British households and businesses “need to accept” they are poorer and stop seeking pay increases and pushing prices higher, the Bank of England’s chief economist Huw Pill has said.
Pill said a game of ‘pass the parcel’ is taking place in the economy – as households and companies try to pass on their higher costs.
Speaking on a podcast produced by Columbia law school, Pill said that it’s natural for a household to seek higher wages in response to soaring energy bills, or for a restaurant to increase its prices.
However, he said the UK is a big importer of natural gas, and its price has gone up a lot compared with the services which the UK sells to the rest of the world.
“If the cost of what you’re buying has gone up compared to what you’re selling, you’re going to be worse off,” he said.
“So somehow in the UK, someone needs to accept that they’re worse off and stop trying to maintain their real spending power by bidding up prices, whether higher wages or passing the energy costs through on to customers.
“And what we’re facing now is that reluctance to accept that, yes, we’re all worse off, and we all have to take our share.”
“Instead, people] try and pass that cost on to one of our compatriots, and saying ‘we’ll be all right, but they will have to take our share too’.
“That pass the parcel game that’s going on here ….that game is generating inflation, and that part of inflation can persist.”
Pill’s comments come on a day in which Nestlé, PepsiCo and McDonald’s have all reported that higher prices boosted their sales this year, and as families face 17.3% grocery inflation in supermarkets.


What you have to do: Exactly the lines below, starting with the one containing "Image is 644x314 pixels." and going on through the one containing "Image is 899x450 pixels.", must be reproduced, both ends included, and no pictures with them.

Data supplied:
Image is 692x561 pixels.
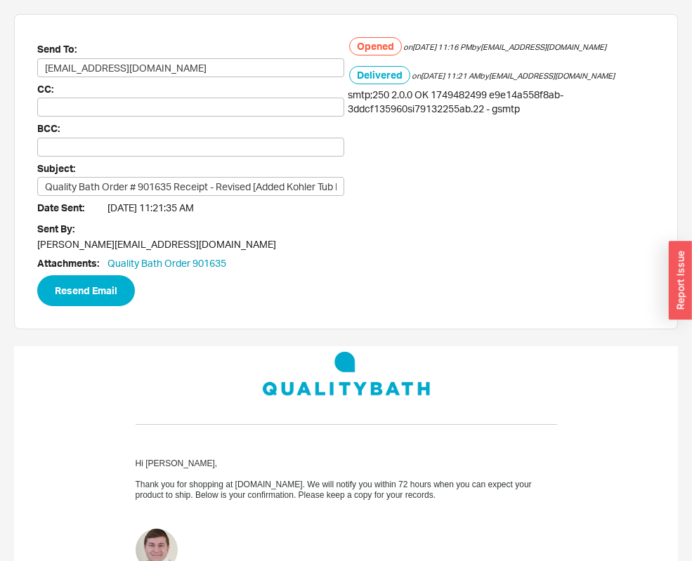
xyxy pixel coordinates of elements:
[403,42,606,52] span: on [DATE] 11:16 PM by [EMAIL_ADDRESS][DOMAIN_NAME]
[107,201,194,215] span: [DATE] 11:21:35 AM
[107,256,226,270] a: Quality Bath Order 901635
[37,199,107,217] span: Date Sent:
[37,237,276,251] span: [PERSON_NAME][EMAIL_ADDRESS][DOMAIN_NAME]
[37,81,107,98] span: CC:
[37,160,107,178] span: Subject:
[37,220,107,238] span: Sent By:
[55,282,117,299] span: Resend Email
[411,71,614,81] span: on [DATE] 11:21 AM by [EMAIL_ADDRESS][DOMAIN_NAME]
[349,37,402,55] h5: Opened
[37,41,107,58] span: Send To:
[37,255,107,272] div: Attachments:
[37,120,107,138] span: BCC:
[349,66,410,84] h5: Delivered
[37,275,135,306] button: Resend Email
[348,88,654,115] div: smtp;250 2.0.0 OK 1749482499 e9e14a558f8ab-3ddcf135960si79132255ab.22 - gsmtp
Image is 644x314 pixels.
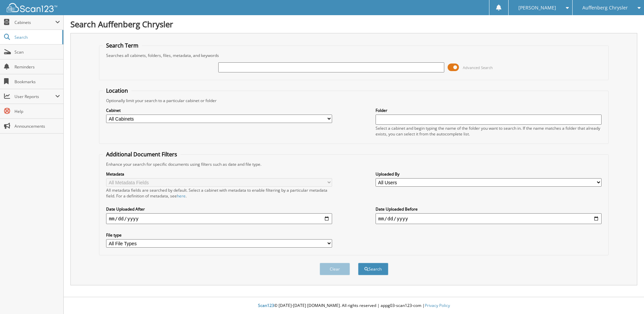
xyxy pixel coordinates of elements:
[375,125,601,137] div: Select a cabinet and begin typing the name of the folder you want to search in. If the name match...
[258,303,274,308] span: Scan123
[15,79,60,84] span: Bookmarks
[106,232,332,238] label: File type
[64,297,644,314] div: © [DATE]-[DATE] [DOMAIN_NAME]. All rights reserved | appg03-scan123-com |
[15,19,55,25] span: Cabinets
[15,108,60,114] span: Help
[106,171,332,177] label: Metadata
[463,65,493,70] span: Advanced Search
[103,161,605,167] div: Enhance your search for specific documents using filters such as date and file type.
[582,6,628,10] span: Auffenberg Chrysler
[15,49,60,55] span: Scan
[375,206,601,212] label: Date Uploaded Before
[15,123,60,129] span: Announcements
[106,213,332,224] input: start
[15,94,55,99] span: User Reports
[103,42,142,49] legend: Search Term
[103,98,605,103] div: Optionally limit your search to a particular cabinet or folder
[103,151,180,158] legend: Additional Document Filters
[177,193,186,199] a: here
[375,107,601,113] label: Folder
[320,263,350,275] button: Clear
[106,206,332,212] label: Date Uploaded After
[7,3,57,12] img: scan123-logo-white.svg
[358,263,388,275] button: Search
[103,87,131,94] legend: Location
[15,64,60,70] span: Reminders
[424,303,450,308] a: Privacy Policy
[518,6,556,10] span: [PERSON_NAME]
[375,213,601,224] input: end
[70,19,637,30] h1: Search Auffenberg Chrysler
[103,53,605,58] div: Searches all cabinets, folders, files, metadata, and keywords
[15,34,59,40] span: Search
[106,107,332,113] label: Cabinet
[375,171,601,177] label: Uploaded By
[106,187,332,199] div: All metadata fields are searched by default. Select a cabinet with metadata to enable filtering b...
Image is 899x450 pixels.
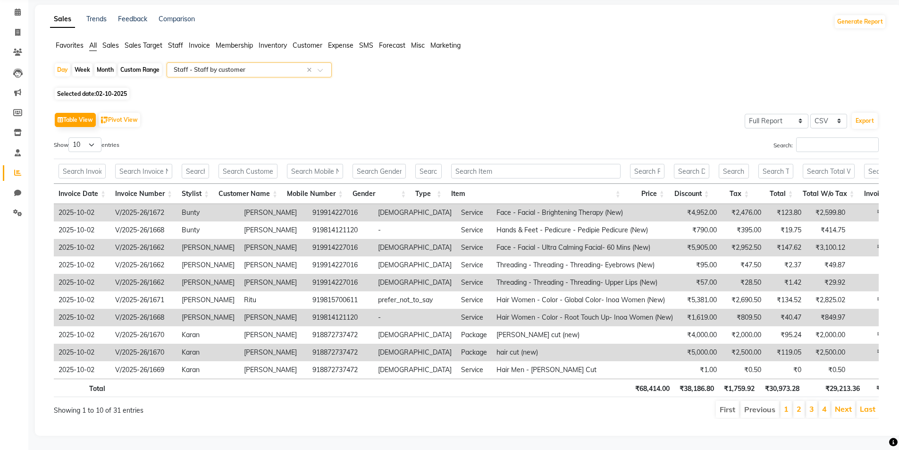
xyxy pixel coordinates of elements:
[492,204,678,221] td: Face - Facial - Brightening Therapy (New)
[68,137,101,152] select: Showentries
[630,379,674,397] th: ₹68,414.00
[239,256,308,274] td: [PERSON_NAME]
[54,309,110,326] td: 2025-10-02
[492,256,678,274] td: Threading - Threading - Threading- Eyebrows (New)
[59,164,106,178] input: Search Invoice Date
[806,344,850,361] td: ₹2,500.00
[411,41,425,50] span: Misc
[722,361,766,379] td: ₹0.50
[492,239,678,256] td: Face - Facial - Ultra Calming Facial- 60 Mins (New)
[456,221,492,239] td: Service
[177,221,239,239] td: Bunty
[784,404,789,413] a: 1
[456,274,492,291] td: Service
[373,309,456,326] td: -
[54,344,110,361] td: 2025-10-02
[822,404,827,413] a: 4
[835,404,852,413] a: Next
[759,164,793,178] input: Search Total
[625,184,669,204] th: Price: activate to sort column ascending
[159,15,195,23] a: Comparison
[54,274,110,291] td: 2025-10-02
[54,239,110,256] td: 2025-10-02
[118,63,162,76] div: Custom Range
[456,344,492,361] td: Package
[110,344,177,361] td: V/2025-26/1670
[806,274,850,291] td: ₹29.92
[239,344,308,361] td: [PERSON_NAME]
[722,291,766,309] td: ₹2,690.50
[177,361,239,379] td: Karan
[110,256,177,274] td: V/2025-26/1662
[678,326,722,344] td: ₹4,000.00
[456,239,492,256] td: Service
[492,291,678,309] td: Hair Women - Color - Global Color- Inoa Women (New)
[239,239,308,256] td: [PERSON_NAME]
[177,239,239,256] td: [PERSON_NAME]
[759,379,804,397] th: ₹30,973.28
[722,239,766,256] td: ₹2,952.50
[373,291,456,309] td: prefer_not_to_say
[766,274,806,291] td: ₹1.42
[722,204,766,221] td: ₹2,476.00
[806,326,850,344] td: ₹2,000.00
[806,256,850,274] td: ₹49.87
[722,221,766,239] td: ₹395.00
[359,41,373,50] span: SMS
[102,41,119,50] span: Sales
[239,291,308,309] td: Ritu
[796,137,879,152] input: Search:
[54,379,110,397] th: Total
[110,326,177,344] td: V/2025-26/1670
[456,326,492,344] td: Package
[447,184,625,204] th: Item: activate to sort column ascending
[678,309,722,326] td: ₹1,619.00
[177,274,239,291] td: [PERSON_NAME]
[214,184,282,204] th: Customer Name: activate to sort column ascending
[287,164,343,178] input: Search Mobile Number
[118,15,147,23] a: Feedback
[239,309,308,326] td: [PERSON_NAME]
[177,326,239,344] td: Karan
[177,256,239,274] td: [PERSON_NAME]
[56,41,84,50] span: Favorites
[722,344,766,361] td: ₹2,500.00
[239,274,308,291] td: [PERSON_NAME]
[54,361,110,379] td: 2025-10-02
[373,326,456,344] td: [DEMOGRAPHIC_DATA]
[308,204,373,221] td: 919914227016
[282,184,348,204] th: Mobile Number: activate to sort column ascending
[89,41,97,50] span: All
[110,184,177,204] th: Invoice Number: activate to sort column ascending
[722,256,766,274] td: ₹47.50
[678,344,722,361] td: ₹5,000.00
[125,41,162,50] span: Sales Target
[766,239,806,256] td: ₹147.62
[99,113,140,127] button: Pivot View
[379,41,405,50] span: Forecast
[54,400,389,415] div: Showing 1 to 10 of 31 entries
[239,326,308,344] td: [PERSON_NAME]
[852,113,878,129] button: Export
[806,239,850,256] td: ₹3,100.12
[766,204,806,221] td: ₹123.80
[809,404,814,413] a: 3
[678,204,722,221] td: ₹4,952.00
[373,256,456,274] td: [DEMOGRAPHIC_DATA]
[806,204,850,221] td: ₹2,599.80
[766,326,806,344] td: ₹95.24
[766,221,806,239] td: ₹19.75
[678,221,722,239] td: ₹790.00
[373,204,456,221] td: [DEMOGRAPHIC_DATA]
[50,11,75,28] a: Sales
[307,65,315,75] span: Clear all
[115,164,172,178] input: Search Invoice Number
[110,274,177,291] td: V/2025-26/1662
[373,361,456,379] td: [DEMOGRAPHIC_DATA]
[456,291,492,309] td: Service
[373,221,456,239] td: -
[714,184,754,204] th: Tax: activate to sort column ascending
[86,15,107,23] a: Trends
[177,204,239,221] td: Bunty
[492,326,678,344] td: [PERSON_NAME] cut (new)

Output:
Image is 644x314 pixels.
xyxy pixel coordinates of elements:
[375,125,601,137] div: Select a cabinet and begin typing the name of the folder you want to search in. If the name match...
[258,303,274,308] span: Scan123
[15,79,60,84] span: Bookmarks
[106,232,332,238] label: File type
[64,297,644,314] div: © [DATE]-[DATE] [DOMAIN_NAME]. All rights reserved | appg03-scan123-com |
[15,19,55,25] span: Cabinets
[15,108,60,114] span: Help
[106,171,332,177] label: Metadata
[463,65,493,70] span: Advanced Search
[103,161,605,167] div: Enhance your search for specific documents using filters such as date and file type.
[582,6,628,10] span: Auffenberg Chrysler
[15,49,60,55] span: Scan
[375,206,601,212] label: Date Uploaded Before
[15,123,60,129] span: Announcements
[106,213,332,224] input: start
[15,94,55,99] span: User Reports
[103,42,142,49] legend: Search Term
[103,98,605,103] div: Optionally limit your search to a particular cabinet or folder
[103,151,180,158] legend: Additional Document Filters
[177,193,186,199] a: here
[375,107,601,113] label: Folder
[320,263,350,275] button: Clear
[106,206,332,212] label: Date Uploaded After
[7,3,57,12] img: scan123-logo-white.svg
[358,263,388,275] button: Search
[103,87,131,94] legend: Location
[15,64,60,70] span: Reminders
[424,303,450,308] a: Privacy Policy
[518,6,556,10] span: [PERSON_NAME]
[375,213,601,224] input: end
[70,19,637,30] h1: Search Auffenberg Chrysler
[103,53,605,58] div: Searches all cabinets, folders, files, metadata, and keywords
[15,34,59,40] span: Search
[106,107,332,113] label: Cabinet
[375,171,601,177] label: Uploaded By
[106,187,332,199] div: All metadata fields are searched by default. Select a cabinet with metadata to enable filtering b...
Image is 899x450 pixels.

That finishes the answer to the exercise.